By the time I drove up to our Callister hideout, I was fuming. It wasn’t the fact that Carly didn’t want to travel when she was barely pregnant or the fact that I’d had to reschedule a meeting because I had to make an extra stop in Callister; it was the fact that she was making me come back to Callister, forcing me to be so close to Emmy, dangling a damn carrot in front of my face—and it was the fact that she was doing this to me because she was pregnant, because she wanted to be pregnant, because she thought it was okay for us to act like we were normal people who could have families and love and be loved unconditionally.
> By the time I raced into our private parking lot, punched the elevator button, and stomped down our carpeted hallway, I could feel every clenched muscle in my body.
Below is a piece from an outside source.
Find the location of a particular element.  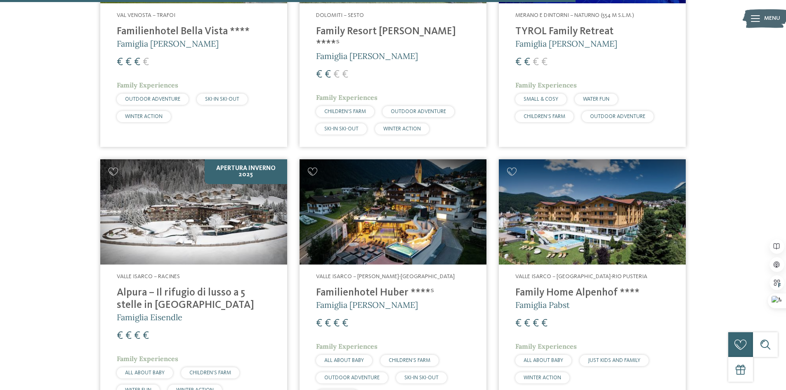

span: SMALL & COSY is located at coordinates (541, 99).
Tiny was sitting on the couch watching TV.
“Where’s Carly?” I asked him.
“Lying down.” He thumbed toward Carly’s bedroom.
Of course she was. Because that was what normal pregnant people did. They lay down in the middle of the day.
I stormed into my room and felt like flinging my bag against the wall. But I didn’t. I set it down calmly, rationally, like the leader of the underworld ought to behave.
And then I saw the bed where Emmy had woken up after Rocco had hit her over the head in the cemetery. And then I saw the chair in the corner from where I had watched her sleep, worried over her, worried about how I was going to handle everything. Carly was torturing me, practically pushing me to the brink of my emotions.
I slumped on the chair and sank my head into my hands. I turned my head and watched over the city, my eyes making their way toward the direction of Emily’s slum of a neighborhood.
I didn’t know how long I’d been staring out the window when I heard the door open.
“I’m sorry I made you come here to meet me.” She was blanched and struggled to make it to the bed to sit. I thought pregnant women were supposed to glow.
“I didn’t tell Spider about the money you asked me to get,” she told me.
“Thanks.”
“It’s not like Spider and I talk much these days,” she said. “I was able to get a good amount of your money released.”
I turned my eyes back to the city.
“Are you going to tell me what you’re planning to do with all that money?” Carly asked.
I didn’t answer her.
The only sound came from whatever show Tiny was watching on TV.
But Carly finally ripped through the silence. “It feels like we’re falling apart, Cam. You and Spider. You and me. Spider and me. We hardly speak anymore. And you’ve been so secretive. It’s like you’re trying to shut us out of everything, and I don’t know why.”